KIRIENKO AND THE REGIONS: A WAR ON TWO FRONTS.

Publication: Monitor Volume: 4 Issue: 83

Russia’s new prime minister Sergei Kirienko says the federal government will continue the policy of negotiating power-sharing treaties with the regions that has become the hallmark of Russia’s federal system. In an interview with one of Tatarstan’s leading newspapers, Kirienko said the treaties have proved their value. At the same time, he said, some of the treaties signed so far give some republics too much latitude. Referring to the dozen or so agreements that accompanied the pioneering treaty signed by Tatarstan in 1994, Kirienko said the federal government intends to renegotiate some of these agreements. Its aim, he said, will be to both standardize the powers of Russia’s republics and regions and ensure that Tatarstan does not enjoy special privileges. (Vechernyaya Kazan, April 28)

Kirienko made it clear, however, that his main aim is not to cut Tatarstan down to size. His chief preoccupation at present, he said, is to reduce the large number of republics and regions that are unable to stand on their own feet economically and that are, in his words, “quite happy” to depend on the federal government for subsidies. Tatarstan is one of the so-called “donor regions” that pay more into the federal budget than they receive back in transfers.
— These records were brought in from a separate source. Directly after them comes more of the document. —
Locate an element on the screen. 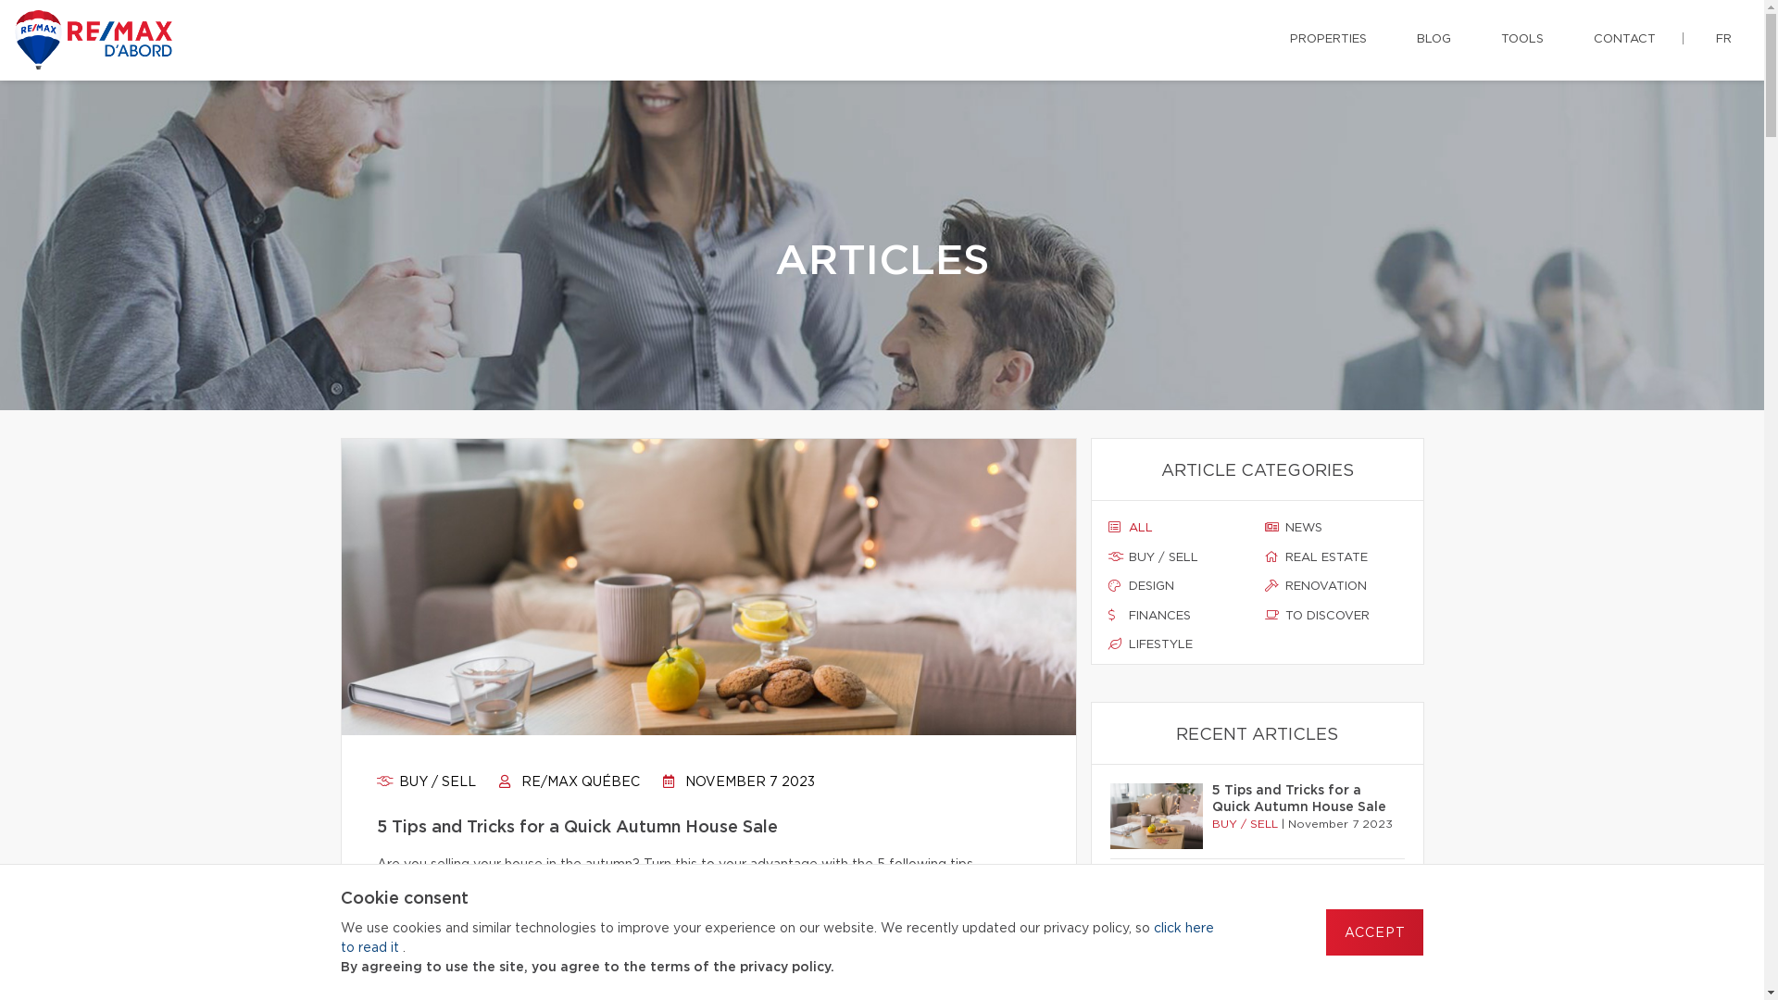 The height and width of the screenshot is (1000, 1778). FR is located at coordinates (1724, 40). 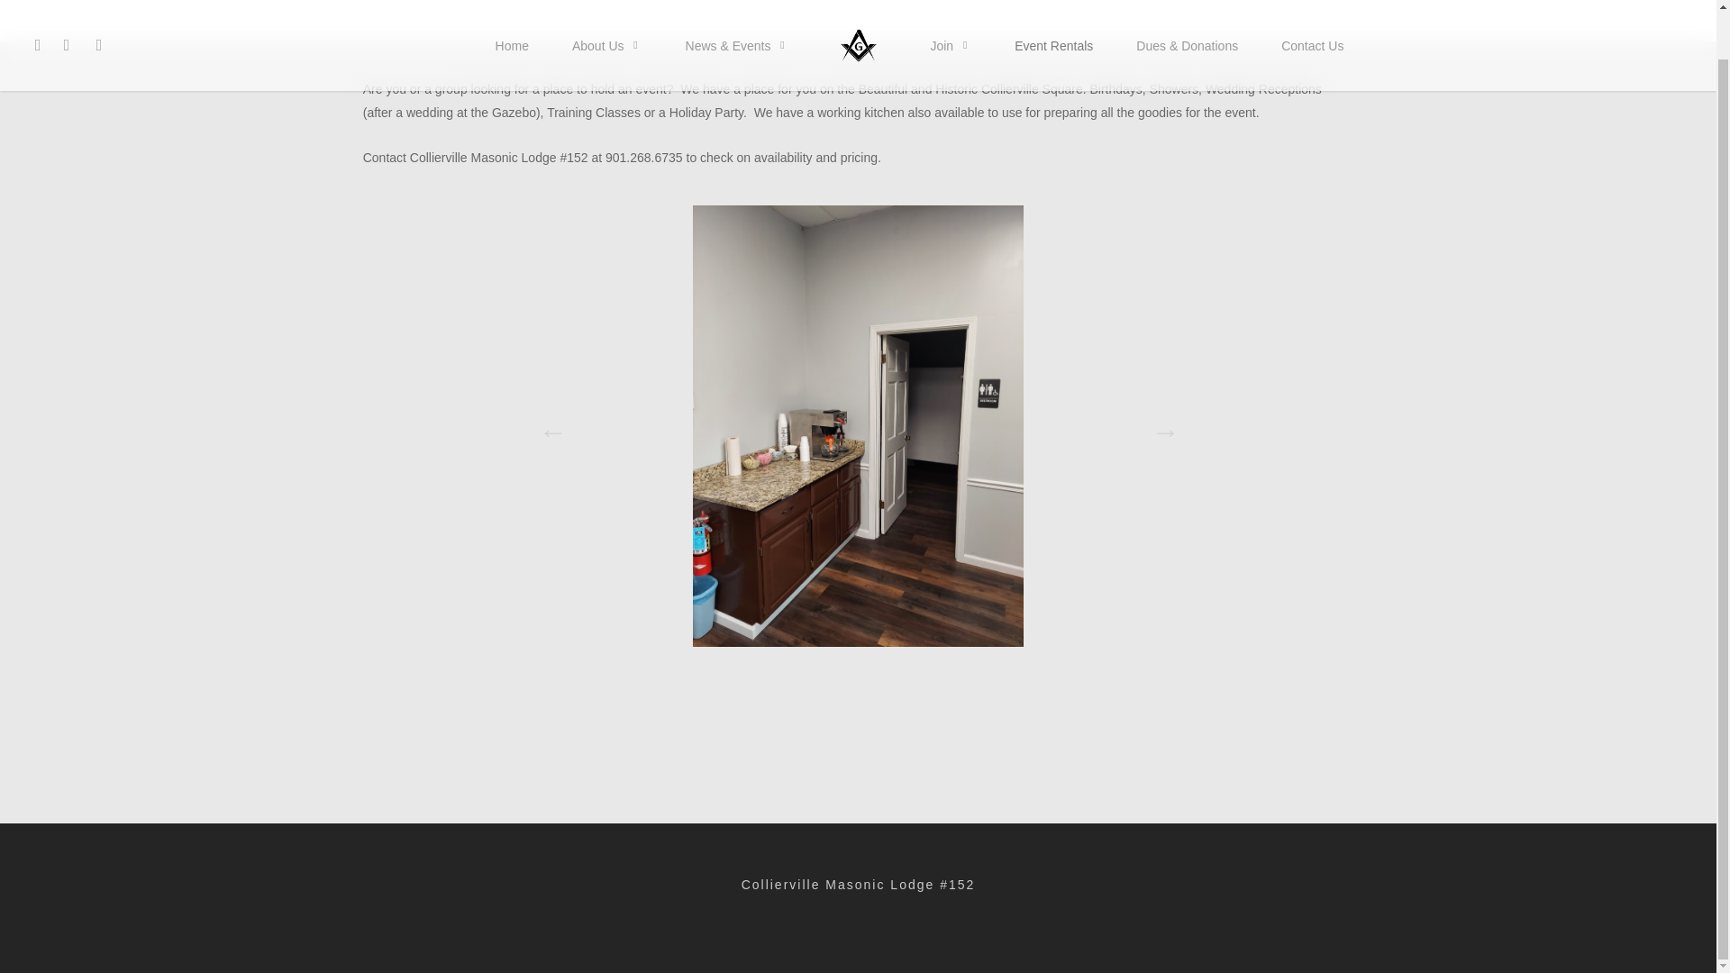 I want to click on Contact Us, so click(x=1312, y=2).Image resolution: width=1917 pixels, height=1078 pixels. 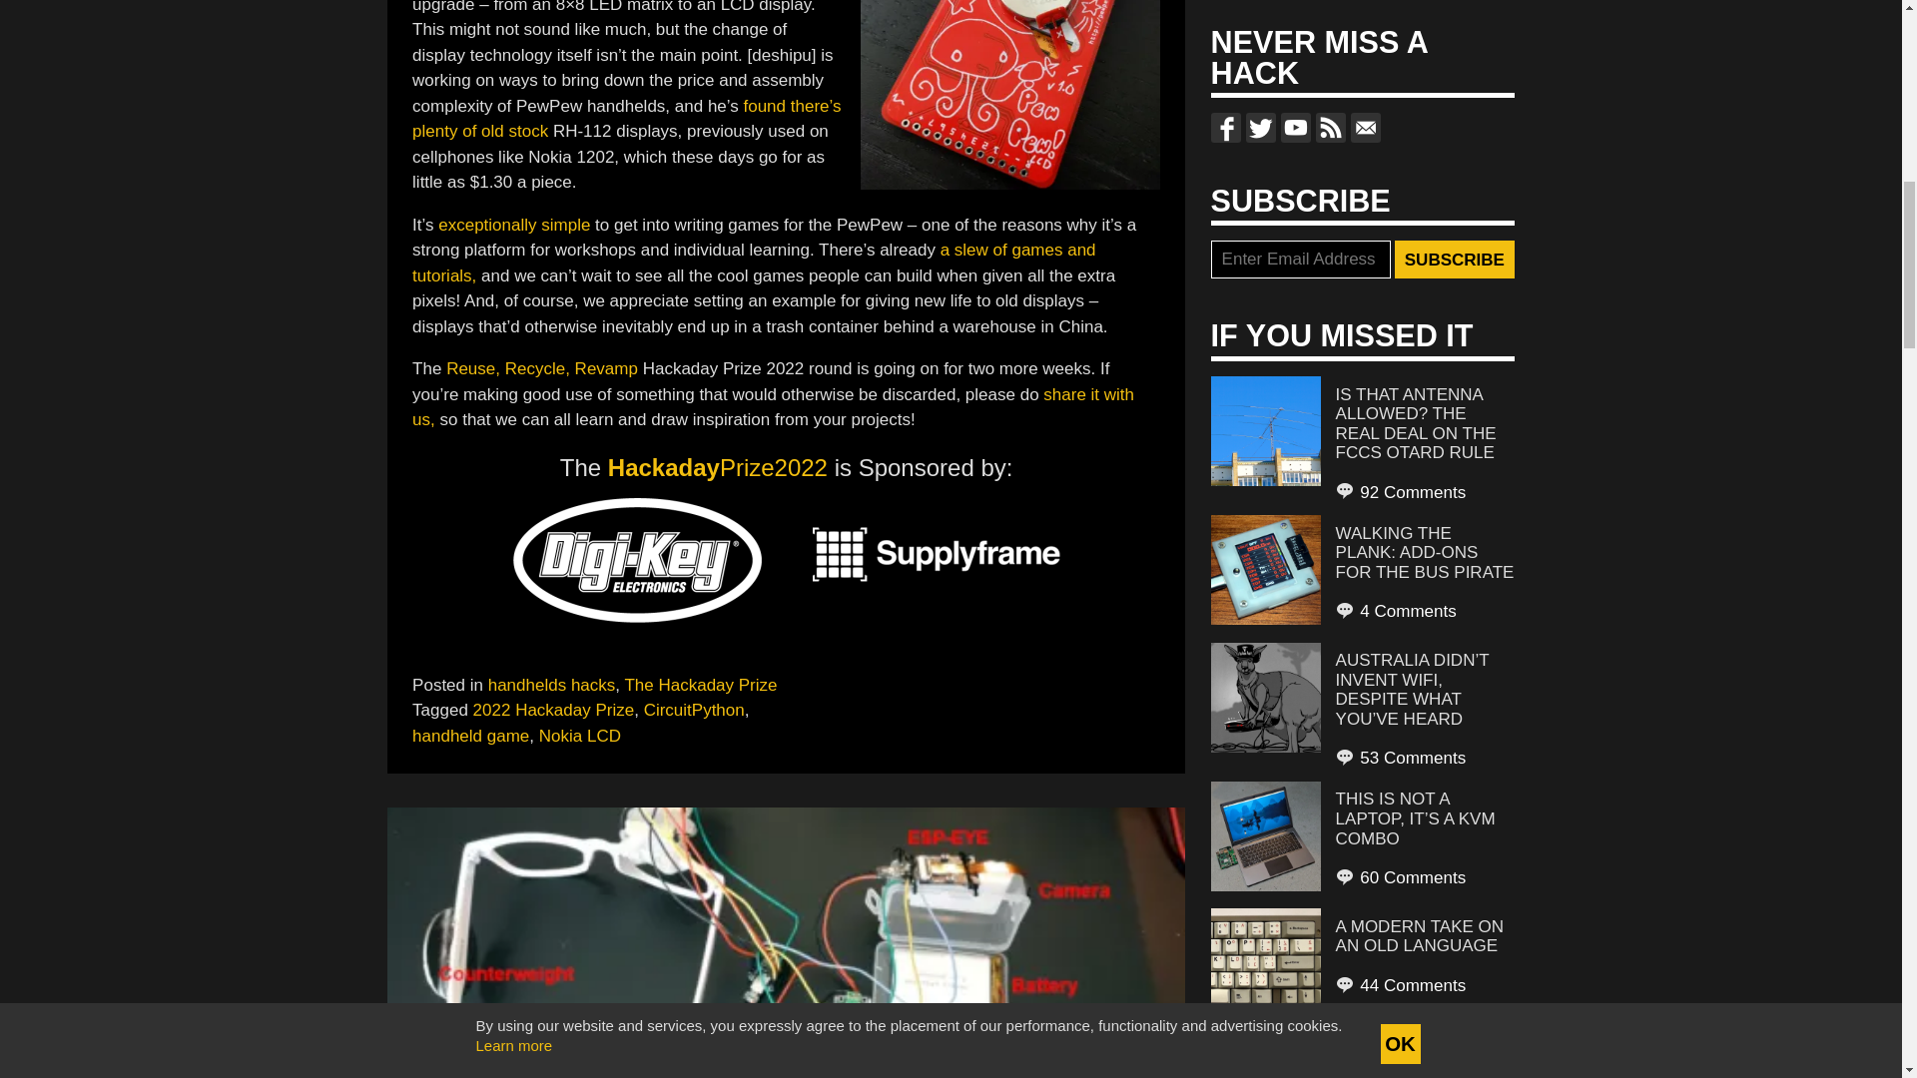 I want to click on Reuse, Recycle, Revamp, so click(x=542, y=368).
As of 1996, these regions (listed in descending order of the size of their transfers to the center per head of their population) were: Khanty-Mansi Autonomous Okrug, Yamal-Nenets Autonomous Okrug, Moscow City, Samara Oblast, Sverdlovsk Oblast, Moscow Oblast, Perm Oblast, Irkutsk Oblast, Krasnoyarsk Krai, Lipetsk Oblast, and the Republics of Bashkortostan and Tatarstan. (Aleksei Lavrov, “Mify i rify rossiiskogo byudzhetnogo federalizma,” Moscow: Magistr, 1997)

NEW GOVERNMENT WANTS TO REIN IN RUSSIA’S REBELLIOUS REGIONS.